Lachesis’s gaze, which had been wandering the floor, snapped up. The blue eyes she met were checking her pale complexion as if to ask whether this much was all right.
Having thoroughly refined and reined in his force, Kadenic looked like the very sort of protagonist she had imagined alone from a romance novel—beautiful, gentle, and somehow unreal…….
“I didn’t mean to startle you like that. You look like you might collapse at any moment. Come sit.”
Lachesis didn’t refuse and sat in the chair Kadenic pulled out for her.
“Thank you. But you said you had something to tell…….”
Kadenic, seated across from her, didn’t answer at once. He looked as though he were weighing which words to offer first.
She had assumed he would bring up having clothes made to replace the ruined dress, so this was unexpected. What else could he possibly have to say to someone he had never met before?
The longer Kadenic deliberated, the longer the silence stretched. It wasn’t hostile, but it was a trial in its own way.
In the end, unable to endure the awkwardness, Lachesis spoke first.
“Oh. Thank you for lending me such a precious outfit. It’s such a pretty dress that just wearing it makes me feel better. I’ll wear it carefully, then have it washed clean and return it.”

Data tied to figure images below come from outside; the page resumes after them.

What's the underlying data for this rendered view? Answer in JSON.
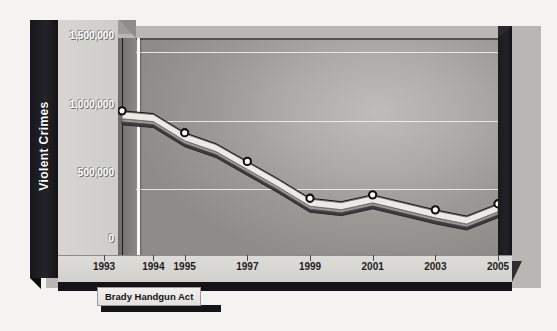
{
  "chart_data": {
    "type": "line",
    "title": "",
    "xlabel": "",
    "ylabel": "Violent Crimes",
    "ylim": [
      0,
      1600000
    ],
    "yticks": [
      0,
      500000,
      1000000,
      1500000
    ],
    "ytick_labels": [
      "0",
      "500,000",
      "1,000,000",
      "1,500,000"
    ],
    "xtick_labels": [
      "1993",
      "1994",
      "1995",
      "1997",
      "1999",
      "2001",
      "2003",
      "2005"
    ],
    "grid": true,
    "legend": "none",
    "x": [
      1993,
      1994,
      1995,
      1996,
      1997,
      1998,
      1999,
      2000,
      2001,
      2002,
      2003,
      2004,
      2005
    ],
    "categories": [
      "1993",
      "1994",
      "1995",
      "1996",
      "1997",
      "1998",
      "1999",
      "2000",
      "2001",
      "2002",
      "2003",
      "2004",
      "2005"
    ],
    "series": [
      {
        "name": "Violent Crimes",
        "values": [
          1070000,
          1050000,
          910000,
          830000,
          700000,
          570000,
          430000,
          405000,
          455000,
          400000,
          345000,
          300000,
          390000
        ]
      }
    ],
    "markers_at": [
      "1993",
      "1995",
      "1997",
      "1999",
      "2001",
      "2003",
      "2005"
    ],
    "annotations": [
      {
        "label": "Brady Handgun Act",
        "at_x": "1994",
        "style": "vertical-line-with-callout"
      }
    ]
  },
  "axis": {
    "y_title": "Violent Crimes",
    "y_labels": [
      {
        "text": "1,500,000",
        "value": 1500000
      },
      {
        "text": "1,000,000",
        "value": 1000000
      },
      {
        "text": "500,000",
        "value": 500000
      },
      {
        "text": "0",
        "value": 0
      }
    ],
    "x_labels": [
      {
        "text": "1993",
        "value": 1993
      },
      {
        "text": "1994",
        "value": 1994
      },
      {
        "text": "1995",
        "value": 1995
      },
      {
        "text": "1997",
        "value": 1997
      },
      {
        "text": "1999",
        "value": 1999
      },
      {
        "text": "2001",
        "value": 2001
      },
      {
        "text": "2003",
        "value": 2003
      },
      {
        "text": "2005",
        "value": 2005
      }
    ]
  },
  "annotation": {
    "brady_label": "Brady Handgun Act"
  },
  "colors": {
    "axis_title_bar": "#17161a",
    "label_panel": "#d8d6d3",
    "plot_fill": "#a8a6a3",
    "gridline": "#efeeec",
    "line_top": "#f0efec",
    "line_shadow": "#3b3a3e",
    "marker_fill": "#ffffff",
    "marker_stroke": "#111015",
    "brady_line": "#f7f6f4",
    "page_bg": "#f4f3f1"
  }
}
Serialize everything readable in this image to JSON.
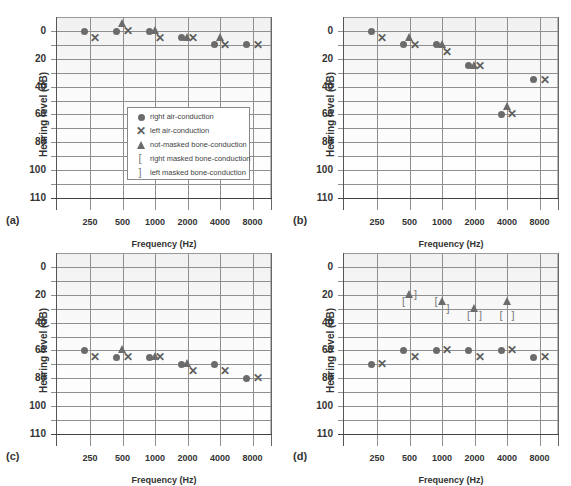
{
  "chart_data": [
    {
      "type": "scatter",
      "panel_label": "(a)",
      "title": "",
      "xlabel": "Frequency (Hz)",
      "ylabel": "Hearing level (dB)",
      "x_ticks": [
        "250",
        "500",
        "1000",
        "2000",
        "4000",
        "8000"
      ],
      "y_ticks": [
        "0",
        "20",
        "40",
        "60",
        "80",
        "100",
        "110"
      ],
      "ylim": [
        -10,
        120
      ],
      "y_inverted": true,
      "grid": true,
      "legend": {
        "position": "inside-lower-right",
        "entries": [
          {
            "symbol": "circle",
            "label": "right air-conduction"
          },
          {
            "symbol": "cross",
            "label": "left air-conduction"
          },
          {
            "symbol": "triangle",
            "label": "not-masked bone-conduction"
          },
          {
            "symbol": "open-bracket",
            "label": "right masked bone-conduction"
          },
          {
            "symbol": "close-bracket",
            "label": "left masked bone-conduction"
          }
        ]
      },
      "series": [
        {
          "name": "right air-conduction",
          "marker": "circle",
          "points": [
            {
              "x": 250,
              "y": 0
            },
            {
              "x": 500,
              "y": 0
            },
            {
              "x": 1000,
              "y": 0
            },
            {
              "x": 2000,
              "y": 5
            },
            {
              "x": 4000,
              "y": 10
            },
            {
              "x": 8000,
              "y": 10
            }
          ]
        },
        {
          "name": "left air-conduction",
          "marker": "cross",
          "points": [
            {
              "x": 250,
              "y": 5
            },
            {
              "x": 500,
              "y": 0
            },
            {
              "x": 1000,
              "y": 5
            },
            {
              "x": 2000,
              "y": 5
            },
            {
              "x": 4000,
              "y": 10
            },
            {
              "x": 8000,
              "y": 10
            }
          ]
        },
        {
          "name": "not-masked bone-conduction",
          "marker": "triangle",
          "points": [
            {
              "x": 500,
              "y": -5
            },
            {
              "x": 1000,
              "y": 0
            },
            {
              "x": 2000,
              "y": 5
            },
            {
              "x": 4000,
              "y": 5
            }
          ]
        }
      ]
    },
    {
      "type": "scatter",
      "panel_label": "(b)",
      "xlabel": "Frequency (Hz)",
      "ylabel": "Hearing level (dB)",
      "x_ticks": [
        "250",
        "500",
        "1000",
        "2000",
        "4000",
        "8000"
      ],
      "y_ticks": [
        "0",
        "20",
        "40",
        "60",
        "80",
        "100",
        "110"
      ],
      "ylim": [
        -10,
        120
      ],
      "y_inverted": true,
      "grid": true,
      "series": [
        {
          "name": "right air-conduction",
          "marker": "circle",
          "points": [
            {
              "x": 250,
              "y": 0
            },
            {
              "x": 500,
              "y": 10
            },
            {
              "x": 1000,
              "y": 10
            },
            {
              "x": 2000,
              "y": 25
            },
            {
              "x": 4000,
              "y": 60
            },
            {
              "x": 8000,
              "y": 35
            }
          ]
        },
        {
          "name": "left air-conduction",
          "marker": "cross",
          "points": [
            {
              "x": 250,
              "y": 5
            },
            {
              "x": 500,
              "y": 10
            },
            {
              "x": 1000,
              "y": 15
            },
            {
              "x": 2000,
              "y": 25
            },
            {
              "x": 4000,
              "y": 60
            },
            {
              "x": 8000,
              "y": 35
            }
          ]
        },
        {
          "name": "not-masked bone-conduction",
          "marker": "triangle",
          "points": [
            {
              "x": 500,
              "y": 5
            },
            {
              "x": 1000,
              "y": 10
            },
            {
              "x": 2000,
              "y": 25
            },
            {
              "x": 4000,
              "y": 55
            }
          ]
        }
      ]
    },
    {
      "type": "scatter",
      "panel_label": "(c)",
      "xlabel": "Frequency (Hz)",
      "ylabel": "Hearing level (dB)",
      "x_ticks": [
        "250",
        "500",
        "1000",
        "2000",
        "4000",
        "8000"
      ],
      "y_ticks": [
        "0",
        "20",
        "40",
        "60",
        "80",
        "100",
        "110"
      ],
      "ylim": [
        -10,
        120
      ],
      "y_inverted": true,
      "grid": true,
      "series": [
        {
          "name": "right air-conduction",
          "marker": "circle",
          "points": [
            {
              "x": 250,
              "y": 60
            },
            {
              "x": 500,
              "y": 65
            },
            {
              "x": 1000,
              "y": 65
            },
            {
              "x": 2000,
              "y": 70
            },
            {
              "x": 4000,
              "y": 70
            },
            {
              "x": 8000,
              "y": 80
            }
          ]
        },
        {
          "name": "left air-conduction",
          "marker": "cross",
          "points": [
            {
              "x": 250,
              "y": 65
            },
            {
              "x": 500,
              "y": 65
            },
            {
              "x": 1000,
              "y": 65
            },
            {
              "x": 2000,
              "y": 75
            },
            {
              "x": 4000,
              "y": 75
            },
            {
              "x": 8000,
              "y": 80
            }
          ]
        },
        {
          "name": "not-masked bone-conduction",
          "marker": "triangle",
          "points": [
            {
              "x": 500,
              "y": 60
            },
            {
              "x": 1000,
              "y": 65
            },
            {
              "x": 2000,
              "y": 70
            }
          ]
        }
      ]
    },
    {
      "type": "scatter",
      "panel_label": "(d)",
      "xlabel": "Frequency (Hz)",
      "ylabel": "Hearing level (dB)",
      "x_ticks": [
        "250",
        "500",
        "1000",
        "2000",
        "4000",
        "8000"
      ],
      "y_ticks": [
        "0",
        "20",
        "40",
        "60",
        "80",
        "100",
        "110"
      ],
      "ylim": [
        -10,
        120
      ],
      "y_inverted": true,
      "grid": true,
      "series": [
        {
          "name": "right air-conduction",
          "marker": "circle",
          "points": [
            {
              "x": 250,
              "y": 70
            },
            {
              "x": 500,
              "y": 60
            },
            {
              "x": 1000,
              "y": 60
            },
            {
              "x": 2000,
              "y": 60
            },
            {
              "x": 4000,
              "y": 60
            },
            {
              "x": 8000,
              "y": 65
            }
          ]
        },
        {
          "name": "left air-conduction",
          "marker": "cross",
          "points": [
            {
              "x": 250,
              "y": 70
            },
            {
              "x": 500,
              "y": 65
            },
            {
              "x": 1000,
              "y": 60
            },
            {
              "x": 2000,
              "y": 65
            },
            {
              "x": 4000,
              "y": 60
            },
            {
              "x": 8000,
              "y": 65
            }
          ]
        },
        {
          "name": "not-masked bone-conduction",
          "marker": "triangle",
          "points": [
            {
              "x": 500,
              "y": 20
            },
            {
              "x": 1000,
              "y": 25
            },
            {
              "x": 2000,
              "y": 30
            },
            {
              "x": 4000,
              "y": 25
            }
          ]
        },
        {
          "name": "right masked bone-conduction",
          "marker": "open-bracket",
          "points": [
            {
              "x": 500,
              "y": 25
            },
            {
              "x": 1000,
              "y": 25
            },
            {
              "x": 2000,
              "y": 35
            },
            {
              "x": 4000,
              "y": 35
            }
          ]
        },
        {
          "name": "left masked bone-conduction",
          "marker": "close-bracket",
          "points": [
            {
              "x": 500,
              "y": 20
            },
            {
              "x": 1000,
              "y": 30
            },
            {
              "x": 2000,
              "y": 35
            },
            {
              "x": 4000,
              "y": 35
            }
          ]
        }
      ]
    }
  ],
  "labels": {
    "xlabel": "Frequency (Hz)",
    "ylabel": "Hearing level (dB)",
    "panels": [
      "(a)",
      "(b)",
      "(c)",
      "(d)"
    ],
    "x_ticks": [
      "250",
      "500",
      "1000",
      "2000",
      "4000",
      "8000"
    ],
    "y_ticks": [
      "0",
      "20",
      "40",
      "60",
      "80",
      "100",
      "110"
    ],
    "legend": [
      "right air-conduction",
      "left air-conduction",
      "not-masked bone-conduction",
      "right masked bone-conduction",
      "left masked bone-conduction"
    ],
    "symbols": {
      "cross": "✕",
      "open_bracket": "[",
      "close_bracket": "]"
    }
  },
  "colors": {
    "marker": "#6b6b6b",
    "grid": "#8f8f8f",
    "bracket": "#7a7a7a"
  }
}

“Then how about touring the Long Gallery?”
“……Pardon?”
Lachesis slowly blinked.
She couldn’t understand why her thanks for the dress was met with an invitation to tour the Long Gallery. And his words sounded less like ‘something to tell’ and more like a spur-of-the-moment suggestion.
“You’ll like it. I guarantee it.”
Without even waiting for an answer, Kadenic rose and held out his hand. With a face more sculpted than any statue right before her eyes, her body followed him before her mind could catch up.
Trailing after Kadenic as if bewitched, Lachesis left the guest room and realized why she had, without intending to, climbed into his carriage and come all the way here from the imperial capital.
It was similar to how she had, unintentionally, become a workshop head. Her instinct—so easily drawn to beauty—had shone through.
‘I have nothing to say to Marel…….’
But truly, she couldn’t help it. This time, the destination she knew perfectly well was none other than the Long Gallery of the Marutia Dukedom.
Since she had no noble acquaintances, she had never once seen the collected works of an old, prestigious house. Surely she would be able to view high-quality pieces on a level entirely different from an auction hall.
This was a golden opportunity she had to seize by any means necessary.
Even if some kind of trap lay hidden.